SVB fallout spreads around the world


FILE PHOTO: British Chancellor of the Exchequer Jeremy Hunt leaves his house in London, Britain, November 14, 2022. REUTERS/Toby Melville

LONDON: The fallout from the collapse of Silicon Valley Bank (SVB) is beginning to spread around the world.

Startup founders in California’s Bay Area are panicking about access to money and paying employees.

Fears of contagion have reached Canada, India and China.

In the UK, SVB’s unit is set to be declared insolvent, has already ceased trading and is no longer taking new customers.

Last Saturday, the leaders of roughly 180 tech companies sent a letter calling on UK chancellor Jeremy Hunt to intervene.

“The loss of deposits has the potential to cripple the sector and set the ecosystem back 20 years,” they said in the letter seen by Bloomberg.

“Many businesses will be sent into involuntary liquidation overnight.”

This is just the beginning.

SVB had branches in China, Denmark, Germany, India, Israel and Sweden.

Founders are warning that the bank’s failure could wipe out startups around the world without government intervention. SVB’s joint venture in China, SPD Silicon Valley Bank Co, was seeking to calm local clients overnight by reminding them that operations have been independent and stable.

“This crisis will start on Monday (today) and so we call on you to prevent it now,” UK startup founders and chief executive officers said in the letter to Hunt. The companies listed in the letter include Uncapped, Apian, Pockit and Pivotal Earth.

Hunt spoke with the governor of the Bank of England about the situation on Saturday morning, and the economic secretary to the Treasury was holding a roundtable with affected firms later in the day, the Treasury said.

Underscoring the challenge governments face in getting a handle of the full extent of the fallout: The UK Treasury has begun canvassing startups, asking how much they have on deposit, their approximate cash burn and their access to banking facilities at SVB and beyond, sources said.

Treasury declined to comment on the survey.

Founders were anxiously awaiting the outcome of the roundtable and any information about how their deposits at the bank would be handled.

Toby Mather, CEO of UK-based education software startup Lingumi, has 85% of his company’s cash in SVB.

He tried to transfer some of his accounts, but as of last Saturday, he wasn’t sure whether that worked.

“This is life or death for us,” he said.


• [YOUR OBJECTIVE]
From the data below, copy each line that includes the word "Daily".

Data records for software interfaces
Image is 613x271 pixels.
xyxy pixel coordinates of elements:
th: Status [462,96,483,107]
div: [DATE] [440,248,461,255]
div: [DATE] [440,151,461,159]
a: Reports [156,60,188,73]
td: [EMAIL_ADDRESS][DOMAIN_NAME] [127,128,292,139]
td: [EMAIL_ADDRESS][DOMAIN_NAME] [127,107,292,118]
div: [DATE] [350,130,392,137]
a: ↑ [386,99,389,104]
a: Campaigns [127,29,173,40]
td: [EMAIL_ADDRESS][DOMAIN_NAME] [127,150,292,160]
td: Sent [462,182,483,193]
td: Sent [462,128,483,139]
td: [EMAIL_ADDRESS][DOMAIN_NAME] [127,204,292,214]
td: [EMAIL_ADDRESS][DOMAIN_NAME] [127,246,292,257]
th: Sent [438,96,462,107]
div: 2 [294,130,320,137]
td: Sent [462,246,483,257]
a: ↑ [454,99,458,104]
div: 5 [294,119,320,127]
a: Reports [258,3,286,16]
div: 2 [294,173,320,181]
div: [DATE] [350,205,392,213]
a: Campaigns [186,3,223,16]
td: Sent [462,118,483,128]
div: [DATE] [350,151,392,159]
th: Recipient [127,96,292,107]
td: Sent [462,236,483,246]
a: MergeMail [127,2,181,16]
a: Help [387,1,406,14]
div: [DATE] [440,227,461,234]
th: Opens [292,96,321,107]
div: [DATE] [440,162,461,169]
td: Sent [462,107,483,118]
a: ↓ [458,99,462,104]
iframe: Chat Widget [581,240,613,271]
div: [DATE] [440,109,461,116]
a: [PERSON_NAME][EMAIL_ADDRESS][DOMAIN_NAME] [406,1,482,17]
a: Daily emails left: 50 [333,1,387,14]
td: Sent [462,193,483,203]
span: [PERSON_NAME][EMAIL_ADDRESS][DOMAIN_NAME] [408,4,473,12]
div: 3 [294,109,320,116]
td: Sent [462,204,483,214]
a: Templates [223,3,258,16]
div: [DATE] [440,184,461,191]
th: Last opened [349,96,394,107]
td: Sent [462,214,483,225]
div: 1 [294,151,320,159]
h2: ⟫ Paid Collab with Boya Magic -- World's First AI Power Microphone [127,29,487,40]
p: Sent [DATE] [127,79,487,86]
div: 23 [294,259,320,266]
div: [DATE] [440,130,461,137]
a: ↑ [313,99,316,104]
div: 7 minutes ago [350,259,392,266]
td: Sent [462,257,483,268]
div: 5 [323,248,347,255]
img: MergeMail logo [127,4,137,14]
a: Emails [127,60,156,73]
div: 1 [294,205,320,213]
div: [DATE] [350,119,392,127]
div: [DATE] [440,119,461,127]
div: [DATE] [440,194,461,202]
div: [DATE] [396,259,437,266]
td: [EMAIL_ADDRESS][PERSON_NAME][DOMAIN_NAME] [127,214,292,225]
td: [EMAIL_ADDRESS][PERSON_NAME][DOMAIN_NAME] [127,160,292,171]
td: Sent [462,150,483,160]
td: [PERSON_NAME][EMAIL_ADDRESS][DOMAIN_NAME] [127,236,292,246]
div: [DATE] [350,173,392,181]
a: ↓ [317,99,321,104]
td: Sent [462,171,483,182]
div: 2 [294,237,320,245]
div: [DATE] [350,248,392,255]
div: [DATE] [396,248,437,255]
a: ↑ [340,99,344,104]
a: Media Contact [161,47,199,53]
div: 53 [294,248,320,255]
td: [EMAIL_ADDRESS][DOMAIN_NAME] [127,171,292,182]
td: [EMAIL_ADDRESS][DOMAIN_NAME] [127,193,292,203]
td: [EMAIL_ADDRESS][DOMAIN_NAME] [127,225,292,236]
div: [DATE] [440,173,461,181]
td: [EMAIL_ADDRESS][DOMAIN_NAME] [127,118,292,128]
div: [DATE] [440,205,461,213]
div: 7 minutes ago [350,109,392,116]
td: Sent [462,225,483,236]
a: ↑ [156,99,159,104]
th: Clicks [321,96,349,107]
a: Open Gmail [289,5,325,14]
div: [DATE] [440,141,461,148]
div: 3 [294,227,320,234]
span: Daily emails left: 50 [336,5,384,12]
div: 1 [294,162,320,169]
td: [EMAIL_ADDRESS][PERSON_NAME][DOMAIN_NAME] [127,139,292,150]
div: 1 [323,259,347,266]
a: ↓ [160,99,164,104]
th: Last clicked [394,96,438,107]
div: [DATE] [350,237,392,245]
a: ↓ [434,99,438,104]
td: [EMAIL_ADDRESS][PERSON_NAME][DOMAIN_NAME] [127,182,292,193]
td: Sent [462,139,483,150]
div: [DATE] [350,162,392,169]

• [ANSWER FOR THE TASK]
a: Daily emails left: 50 [333,1,387,14]
span: Daily emails left: 50 [336,5,384,12]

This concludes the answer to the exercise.